‘THE MIRACLE CLUB’ REVIEW: A PILGRIMAGE OF FORGIVENESS
16th Jul, 2023
‘THE MIRACLE CLUB’ REVIEW: A PILGRIMAGE OF FORGIVENESS
16th Jul, 2023
The Wall Street Journal by Kyle Smith
Maggie Smith, Laura Linney and Kathy Bates play old friends on a trip from Dublin to the sacred French town of Lourdes in a film focusing less on external feats than internal healing.
Those inclined to believe in miracles, especially Catholics, are the intended audience for the sweet comedy-drama “The Miracle Club,” but this film about a pilgrimage to Lourdes is fundamentally about a practical occurrence: reconciliation among those who seem bent on carrying their various grudges all the way to the grave.
Directed by Thaddeus O’Sullivan, the movie is set initially in 1967 Dublin, where two elderly friends, Lily (Maggie Smith) and Eileen (Kathy Bates), plus a young mother named Dolly (Agnes O’Casey), whose primary-school-aged son has never spoken and who hopes for a cure, join forces to create an act for a talent contest held by their church. First prize is a bus-tour pilgrimage to Lourdes, in southwestern France, where the Virgin Mary appeared to St. Bernadette in 1858 and where bathing in a spring is said to have healing properties. A fourth friend, Maureen, who was eager to accompany the trio, has recently died. But the unexpected appearance of her adult daughter, Chrissie (Laura Linney), who emigrated to America 40 years earlier, causes tumult in the parish. Though she was once close friends with Eileen, Chrissie is not well liked, and the reason why is tied up with the death of Lily’s 19-year-old son, Declan, an event that also happened in 1927.
The film has some hokey, bordering on maudlin, touches, notably a cloying musical score by Edmund Butt. And Ms. Smith, who is 88 years old, is not at her best, her famously commanding voice now weakened and made difficult to understand by age. But the story is lifted up by the hard-won wisdom experienced by the three Dublin ladies (joined, in a last-minute decision, by the unwelcome interlope Chrissie) after they arrive in Lourdes and are dismayed to learn that even at this shrine, miracles are hard to come by.

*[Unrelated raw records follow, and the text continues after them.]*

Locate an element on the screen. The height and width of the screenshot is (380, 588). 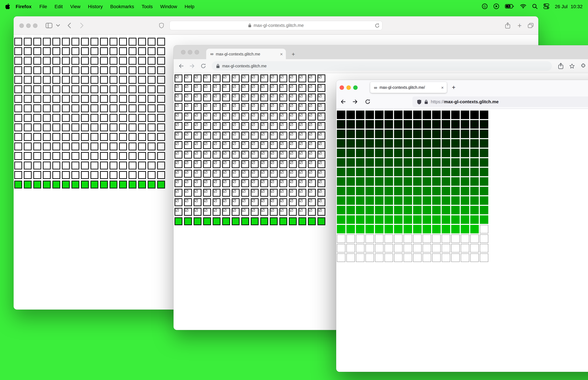
control-center-icon is located at coordinates (546, 6).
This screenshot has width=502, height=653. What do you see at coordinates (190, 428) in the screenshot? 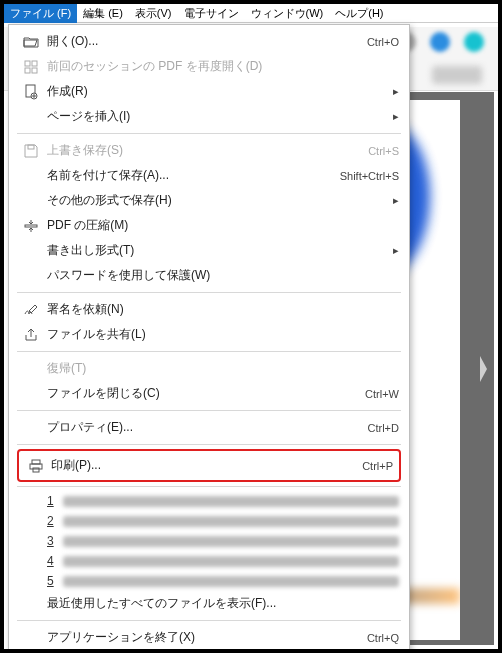
I see `menu-properties-label: プロパティ(E)...` at bounding box center [190, 428].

As are Catholic films featuring actors of this caliber, so “The Miracle Club” constitutes a welcome rebuttal to the various unappealing trends at the multiplex. The script, by Jimmy Smallhorne, Timothy Prager and Joshua D. Maurer, which is based on a story by Mr. Smallhorne, does not depend on supernatural elements. For a time it appears that the only truly wondrous occurrence in the story will be that, in Eileen’s absence, her doddering husband (Stephen Rea) learns to cook a meal (if you consider the mangy stew he serves to his family to be edible).
Yet the experience of visiting Lourdes has had profound effects on many visitors over the past 150 or so years, and the film does an impressive job illustrating why that might be. The holy atmosphere, and the beautiful Basilica of the Immaculate Conception, do not necessarily unleash what Chrissie derides as “all that hocus pocus.” But they do often spark moments of quiet reflection and humble acknowledgments of sin. As easy as it is to mock the Lourdes gift shop, the sense of awe and timelessness engendered by the area are real.
Instead of punishing one another, the women start to think about why God might be punishing them, and whether they might have merited some chastisement. “I haven’t believed, you know, not properly, since Declan,” notes Lily. In coming to terms with their own failings, she and Eileen begin also to confront the pointlessness of their enmity toward Chrissie. A priest (Mark O’Halloran) neatly explains the appeal of the locale: “You don’t come to Lourdes for a miracle, Eileen. You come for the strength to go on when there is no miracle.” The device of a bath, which turns out to be central both to the mystical appeal of Lourdes and to the internal torment of two of the four women, carries impressive metaphorical weight.
Though there is one gasp-inducing moment in the movie, the director underplays it nicely, creating no opportunity for those who consider the promise of miracles to be “hocus pocus” to hoot with contempt. “The Miracle Club” may not be a miraculous cinematic achievement but it does a fine job of dramatizing the healing power of forgiveness.